Bray patted his shoulder and bade him think well of my recommendation concerning the P.P.F. directorship, among the virtues of accepting which would be the opportunity to re-employ his former receptionist. Then he turned to me.

“Shall we go down into the Belly, classmate?”

7
.

Rank as was his reek, even in my tolerant nostrils, I asked his pardon with as much humility as was compatible with dignity.

“As you know, Dr. Bray,” I said, “I used to believe you were a flunkèd impostor. I don’t think you’re flunkèd any longer.”

“But I may yet be an impostor?” he inquired, I think lightly. “No matter. Is it true you no longer regard yourself as a Grand Tutor? You could make a public statement to that effect, you know, and not go through the Belly. I say this purely from concern for your safety; I have no grudge against you.”

I believed him. For one thing, he had no further cause to regard me as a rival, either to his office or to Anastasia’s favors, which I would not seek. But some lingering pride forbade me to do quite as he suggested. He might not be what he claimed to be, I told him, but he was not simply an impostor, as I’d formerly maintained; there was something more to him, I could not say what. And while it was true that I no longer regarded myself as a Grand Tutor, I was not blind to the possibility that this opinion, like others I’d held, was erroneous, or that in my heart of hearts I might be holding it alongside the conviction that Failure is Passage.

“Ah,” he said. “To the Belly, then, by all means!”

I then explained that while I had no fear of WESCAC’s EATing me—which it well might do—I would not acknowledge its right to examine me, or anyone else’s save my own, for reasons that I’d readily set forth to him, but did not regard as the affair of the popular press. To the chagrin therefore of the reporters (some of whom intimated openly that they
would “get even” with me) we made our way to the main lobby of Tower Hall, where, as on that fateful night some terms before, a crowd was collecting in the flickerish light, their anxiety nourished by alarums and rumors. Them too Bray urged to wait at the Belly exit; he and I then took the special lift to WESCAC’s Mouth—a lift guarded now by a squad of ROTC cadets in riot-uniform on account of the general emergency.

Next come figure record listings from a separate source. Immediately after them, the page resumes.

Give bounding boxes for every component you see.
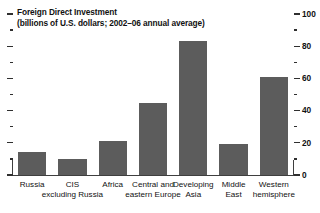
y-axis-tick-label: 20 xyxy=(302,139,311,147)
y-axis-tick-label: 100 xyxy=(302,10,316,18)
bar xyxy=(99,141,127,175)
y-axis-minor-tick-right xyxy=(294,29,297,30)
y-axis-major-tick-right xyxy=(294,46,300,47)
x-axis-category-label-line2: excluding Russia xyxy=(40,190,104,200)
plot-area xyxy=(12,14,294,175)
y-axis-major-tick-left xyxy=(7,142,13,143)
y-axis-tick-label: 0 xyxy=(302,171,307,179)
y-axis-major-tick-left xyxy=(7,110,13,111)
bar xyxy=(58,159,86,175)
y-axis-minor-tick-right xyxy=(294,94,297,95)
y-axis-minor-tick-left xyxy=(10,62,13,63)
x-axis-category-label-line1: CIS xyxy=(66,180,80,189)
bar xyxy=(260,77,288,175)
y-axis-tick-label: 40 xyxy=(302,106,311,114)
x-axis-category-label-line2: hemisphere xyxy=(242,190,306,200)
y-axis-minor-tick-left xyxy=(10,126,13,127)
y-axis-minor-tick-right xyxy=(294,62,297,63)
y-axis-major-tick-right xyxy=(294,110,300,111)
y-axis-minor-tick-right xyxy=(294,158,297,159)
y-axis-minor-tick-right xyxy=(294,126,297,127)
bar xyxy=(139,103,167,175)
y-axis-major-tick-left xyxy=(7,13,13,14)
y-axis-major-tick-right xyxy=(294,174,300,175)
y-axis-tick-label: 80 xyxy=(302,42,311,50)
bar xyxy=(219,144,247,175)
bar xyxy=(18,152,46,175)
y-axis-minor-tick-left xyxy=(10,158,13,159)
x-axis-category-label-line1: Western xyxy=(259,180,289,189)
y-axis-minor-tick-left xyxy=(10,94,13,95)
y-axis-minor-tick-left xyxy=(10,29,13,30)
y-axis-major-tick-right xyxy=(294,78,300,79)
y-axis-major-tick-right xyxy=(294,142,300,143)
y-axis-tick-label: 60 xyxy=(302,74,311,82)
bar xyxy=(179,41,207,175)
y-axis-major-tick-left xyxy=(7,46,13,47)
x-axis-baseline xyxy=(12,175,296,176)
fdi-bar-chart: Foreign Direct Investment (billions of U… xyxy=(0,0,320,213)
y-axis-major-tick-left xyxy=(7,78,13,79)
x-axis-category-label: Westernhemisphere xyxy=(242,180,306,200)
y-axis-major-tick-right xyxy=(294,13,300,14)
y-axis-major-tick-left xyxy=(7,174,13,175)
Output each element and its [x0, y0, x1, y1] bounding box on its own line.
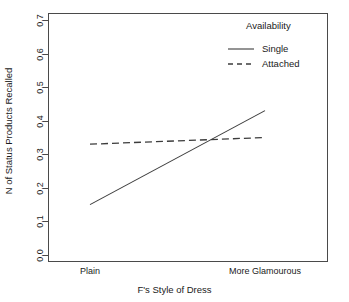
legend-item-attached: Attached	[228, 57, 326, 70]
legend-label-single: Single	[262, 44, 288, 54]
legend-label-attached: Attached	[262, 59, 300, 69]
series-line-single	[90, 111, 265, 205]
legend-key-dashed-line-icon	[228, 59, 254, 69]
legend-key-solid-line-icon	[228, 44, 254, 54]
legend-item-single: Single	[228, 42, 326, 55]
interaction-plot-figure: 0.0 0.1 0.2 0.3 0.4 0.5 0.6 0.7 N of Sta…	[0, 0, 349, 302]
series-line-attached	[90, 138, 265, 145]
legend-title: Availability	[228, 20, 326, 31]
legend: Availability Single Attached	[228, 20, 326, 72]
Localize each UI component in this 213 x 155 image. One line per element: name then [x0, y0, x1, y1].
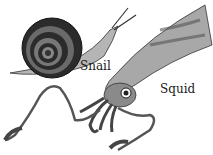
snail-and-squid-drawing [0, 0, 213, 155]
snail-illustration [10, 8, 136, 78]
squid-label: Squid [160, 82, 195, 96]
snail-label: Snail [80, 59, 111, 73]
illustration-canvas: Snail Squid [0, 0, 213, 155]
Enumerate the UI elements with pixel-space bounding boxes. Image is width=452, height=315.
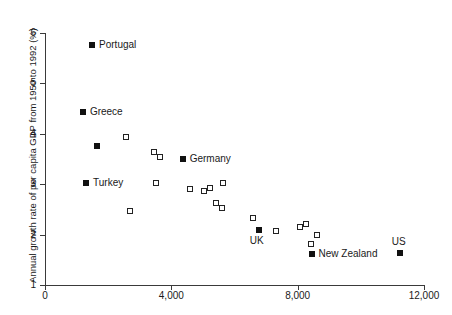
data-point[interactable] bbox=[94, 143, 100, 149]
y-axis-line bbox=[45, 33, 46, 286]
data-point-germany[interactable] bbox=[180, 156, 186, 162]
y-tick-mark bbox=[40, 184, 45, 185]
y-tick-label: 5 bbox=[0, 78, 36, 88]
data-point[interactable] bbox=[220, 180, 226, 186]
y-tick-mark bbox=[40, 235, 45, 236]
data-point-label: Turkey bbox=[93, 178, 123, 188]
y-tick-label: 2 bbox=[0, 230, 36, 240]
data-point[interactable] bbox=[219, 205, 225, 211]
x-tick-label: 4,000 bbox=[141, 291, 201, 301]
data-point[interactable] bbox=[303, 221, 309, 227]
data-point[interactable] bbox=[201, 188, 207, 194]
chart-canvas: Annual growth rate of per capita GDP fro… bbox=[0, 0, 452, 315]
data-point-label: Greece bbox=[90, 107, 123, 117]
data-point-us[interactable] bbox=[397, 250, 403, 256]
y-tick-mark bbox=[40, 33, 45, 34]
x-tick-label: 0 bbox=[15, 291, 75, 301]
data-point-new-zealand[interactable] bbox=[309, 251, 315, 257]
y-tick-label: 4 bbox=[0, 129, 36, 139]
data-point-label: New Zealand bbox=[319, 249, 378, 259]
data-point[interactable] bbox=[207, 185, 213, 191]
data-point[interactable] bbox=[127, 208, 133, 214]
x-tick-label: 12,000 bbox=[394, 291, 452, 301]
y-tick-mark bbox=[40, 83, 45, 84]
data-point-portugal[interactable] bbox=[89, 42, 95, 48]
y-tick-label: 3 bbox=[0, 179, 36, 189]
y-tick-label: 1 bbox=[0, 280, 36, 290]
data-point[interactable] bbox=[250, 215, 256, 221]
data-point-label: Portugal bbox=[99, 40, 136, 50]
data-point[interactable] bbox=[157, 154, 163, 160]
data-point[interactable] bbox=[123, 134, 129, 140]
data-point[interactable] bbox=[187, 186, 193, 192]
data-point-greece[interactable] bbox=[80, 109, 86, 115]
data-point-label: UK bbox=[250, 236, 264, 246]
y-tick-label: 6 bbox=[0, 28, 36, 38]
y-tick-mark bbox=[40, 134, 45, 135]
x-tick-label: 8,000 bbox=[268, 291, 328, 301]
data-point-label: Germany bbox=[190, 154, 231, 164]
data-point-turkey[interactable] bbox=[83, 180, 89, 186]
x-axis-line bbox=[45, 285, 425, 286]
data-point[interactable] bbox=[308, 241, 314, 247]
data-point[interactable] bbox=[273, 228, 279, 234]
data-point[interactable] bbox=[153, 180, 159, 186]
data-point[interactable] bbox=[297, 224, 303, 230]
data-point-uk[interactable] bbox=[256, 227, 262, 233]
data-point-label: US bbox=[392, 237, 406, 247]
data-point[interactable] bbox=[314, 232, 320, 238]
y-axis-title: Annual growth rate of per capita GDP fro… bbox=[27, 6, 38, 306]
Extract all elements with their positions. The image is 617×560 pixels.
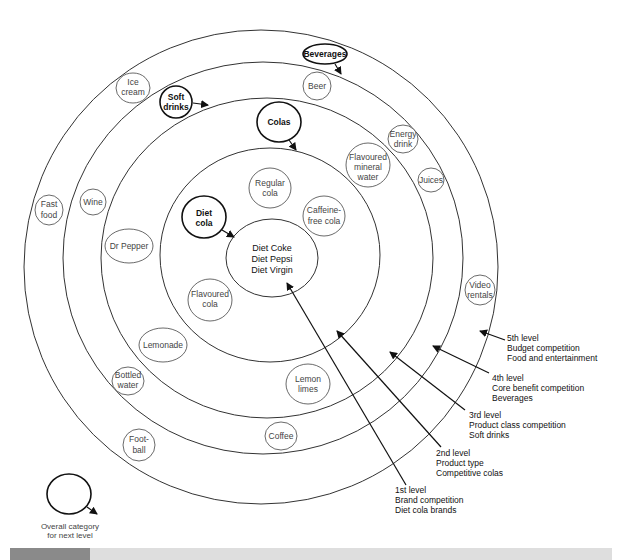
item-flavoured-cola: Flavoured cola: [188, 279, 232, 321]
item-lemon-limes: Lemon limes: [286, 364, 330, 404]
svg-text:Competitive colas: Competitive colas: [436, 468, 503, 478]
svg-text:Beverages: Beverages: [303, 49, 346, 59]
svg-text:mineral: mineral: [354, 162, 382, 172]
svg-text:Colas: Colas: [267, 117, 290, 127]
item-regular-cola: Regular cola: [249, 168, 291, 208]
svg-text:Wine: Wine: [83, 197, 103, 207]
category-diet-cola: Diet cola: [182, 196, 234, 238]
center-line-3: Diet Virgin: [251, 265, 292, 275]
svg-text:Budget competition: Budget competition: [507, 343, 580, 353]
svg-text:Flavoured: Flavoured: [191, 289, 229, 299]
svg-text:Food and entertainment: Food and entertainment: [507, 353, 598, 363]
arrow-icon: [335, 64, 341, 74]
item-video-rentals: Video rentals: [465, 275, 495, 305]
svg-text:4th level: 4th level: [492, 373, 524, 383]
item-football: Foot- ball: [123, 429, 155, 461]
svg-text:free cola: free cola: [308, 216, 341, 226]
svg-text:Lemonade: Lemonade: [143, 340, 183, 350]
category-colas: Colas: [257, 102, 301, 150]
svg-text:Flavoured: Flavoured: [349, 152, 387, 162]
competition-levels-diagram: Diet Coke Diet Pepsi Diet Virgin Diet co…: [0, 0, 617, 560]
item-flavoured-mineral-water: Flavoured mineral water: [346, 143, 390, 187]
arrow-icon: [289, 140, 296, 150]
svg-text:Diet: Diet: [196, 208, 212, 218]
item-dr-pepper: Dr Pepper: [105, 229, 153, 263]
arrow-icon: [193, 103, 208, 105]
footer-bar-accent: [10, 548, 90, 560]
arrow-level-4: [433, 346, 489, 373]
arrow-level-3: [390, 352, 465, 410]
item-caffeine-free-cola: Caffeine- free cola: [303, 196, 345, 236]
category-soft-drinks: Soft drinks: [160, 86, 208, 118]
label-level-5: 5th level Budget competition Food and en…: [507, 333, 598, 363]
svg-text:cola: cola: [202, 299, 218, 309]
legend: Overall category for next level: [41, 474, 99, 540]
svg-text:2nd level: 2nd level: [436, 448, 470, 458]
svg-text:Beer: Beer: [308, 81, 326, 91]
arrow-level-2: [337, 331, 441, 447]
svg-text:Regular: Regular: [255, 178, 285, 188]
center-line-2: Diet Pepsi: [251, 254, 292, 264]
arrow-icon: [87, 507, 97, 514]
svg-text:Fast: Fast: [41, 199, 58, 209]
svg-text:5th level: 5th level: [507, 333, 539, 343]
svg-text:Product type: Product type: [436, 458, 484, 468]
arrow-level-5: [480, 331, 505, 340]
svg-text:food: food: [41, 210, 58, 220]
svg-text:ball: ball: [132, 445, 145, 455]
footer-bar: [90, 548, 612, 560]
svg-text:cola: cola: [195, 218, 212, 228]
svg-text:Product class competition: Product class competition: [469, 420, 566, 430]
svg-text:water: water: [117, 380, 139, 390]
legend-circle-icon: [47, 474, 91, 514]
svg-text:Bottled: Bottled: [115, 370, 142, 380]
svg-text:cola: cola: [262, 188, 278, 198]
svg-text:1st level: 1st level: [395, 485, 426, 495]
item-beer: Beer: [303, 72, 331, 100]
svg-text:water: water: [357, 172, 379, 182]
item-wine: Wine: [80, 189, 106, 215]
item-lemonade: Lemonade: [139, 328, 187, 362]
svg-text:Overall category: Overall category: [41, 522, 99, 531]
svg-text:drinks: drinks: [163, 102, 189, 112]
svg-text:Lemon: Lemon: [295, 374, 321, 384]
label-level-2: 2nd level Product type Competitive colas: [436, 448, 503, 478]
arrow-icon: [222, 230, 234, 237]
label-level-3: 3rd level Product class competition Soft…: [469, 410, 566, 440]
svg-text:Ice: Ice: [127, 77, 139, 87]
svg-text:cream: cream: [121, 87, 145, 97]
item-energy-drink: Energy drink: [388, 125, 418, 153]
svg-text:Coffee: Coffee: [269, 431, 294, 441]
svg-text:Diet cola brands: Diet cola brands: [395, 505, 456, 515]
svg-text:limes: limes: [298, 384, 318, 394]
svg-text:Caffeine-: Caffeine-: [307, 205, 342, 215]
svg-text:Soft: Soft: [168, 92, 185, 102]
svg-text:for next level: for next level: [47, 531, 93, 540]
center-brands-circle: Diet Coke Diet Pepsi Diet Virgin: [226, 219, 318, 297]
svg-text:Beverages: Beverages: [492, 393, 533, 403]
svg-text:Video: Video: [469, 280, 491, 290]
svg-text:drink: drink: [394, 139, 413, 149]
item-ice-cream: Ice cream: [116, 73, 150, 103]
svg-text:rentals: rentals: [467, 290, 493, 300]
center-line-1: Diet Coke: [252, 243, 292, 253]
label-level-1: 1st level Brand competition Diet cola br…: [395, 485, 464, 515]
svg-text:Energy: Energy: [390, 129, 418, 139]
svg-text:Brand competition: Brand competition: [395, 495, 464, 505]
svg-text:Soft drinks: Soft drinks: [469, 430, 509, 440]
item-bottled-water: Bottled water: [112, 367, 144, 395]
item-fast-food: Fast food: [35, 195, 63, 225]
svg-text:Dr Pepper: Dr Pepper: [110, 241, 149, 251]
category-beverages: Beverages: [303, 44, 347, 74]
svg-text:Juices: Juices: [419, 175, 443, 185]
svg-text:Core benefit competition: Core benefit competition: [492, 383, 584, 393]
item-juices: Juices: [418, 168, 444, 192]
label-level-4: 4th level Core benefit competition Bever…: [492, 373, 584, 403]
svg-text:Foot-: Foot-: [129, 434, 149, 444]
svg-text:3rd level: 3rd level: [469, 410, 501, 420]
item-coffee: Coffee: [265, 422, 297, 450]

“What were you saying?” Bray inquired, utterly composed, and pressed the single, recessed button. We went down the dark shaft. During the descent, and in the red-lit antechamber, I described for him my day’s Assignment-work and my present intentions, in a neutral voice, neither asking approval nor inviting argument. I reviewed the conditions of Max, Leonid, Croaker, Stoker, Peter Greene, Ira Hector, Chancellor Rexford, Dr. Eierkopf, Dr. Sear, and Anastasia, my new advice to them and the reasoning behind it, and my confidence that, being all now confirmed in their failings, they were Candidates for Passage.

“I see,” said Bray. “Shall we present our credentials now?”

That was another thing, I declared: it was as inconsistent with the Answer to let WESCAC pass upon my credentials as to take my Assignment or the Finals on its terms. My ID-card was blank, virtually, and the faint
GEORGE
that a careful eye might discern yet upon it would serve, in my estimation, as well to identify
Father
and
Examiner
as
Self:
I was not born George; I was not born anything; I had invented myself as I’d elected my name, and it was to myself I’d present my card (already “properly signed”) when I had passed by the Finals.

“Passed them
by
, you say?”

“I’m going to flunk WESCAC,” I said. “Where’s the plug? I’ll pull it.”

Bray very likely smiled as he went to the scanning console among the tape-racks. “Don’t be silly, George; there isn’t any plug. You’d have to cut the Power Lines, or short-circuit them. But do you really think its’s worthwhile to take WESCAC so seriously? It’s only a symbol.”

This assertion I might have quarreled with: had Mother been impregnated by a symbol? Was it a symbol that had EATen the Amaterasus and G. Herrold, and would in all likelihood soon EAT me, if not the entire University? That incorporated in its circuitry all the dreams and definitions that tricked studentdom into believing in its own existence, and in the reality of its flunkage? Some symbol! But Bray clicked his tongue (and sundry buttons on the console) and forestalled these objections by reminding me that, the lift having automatically reascended, there was no way out of the Mouth except through the Belly, and no way into the Belly, as far as he knew, save by WESCAC’s admittance, upon
inspection of our credentials. “Why not put your card in the slot?” he suggested. “That doesn’t commit you to anything, especially since you’ve eradicated the signatures. It’s as good a way as any to challenge the computer, if you take that so seriously. Mine’s already in.”

I’d not seen him insert it; no matter; I deliberately jammed my card into the slot, upside down and backwards with reference to its spring-term presentation.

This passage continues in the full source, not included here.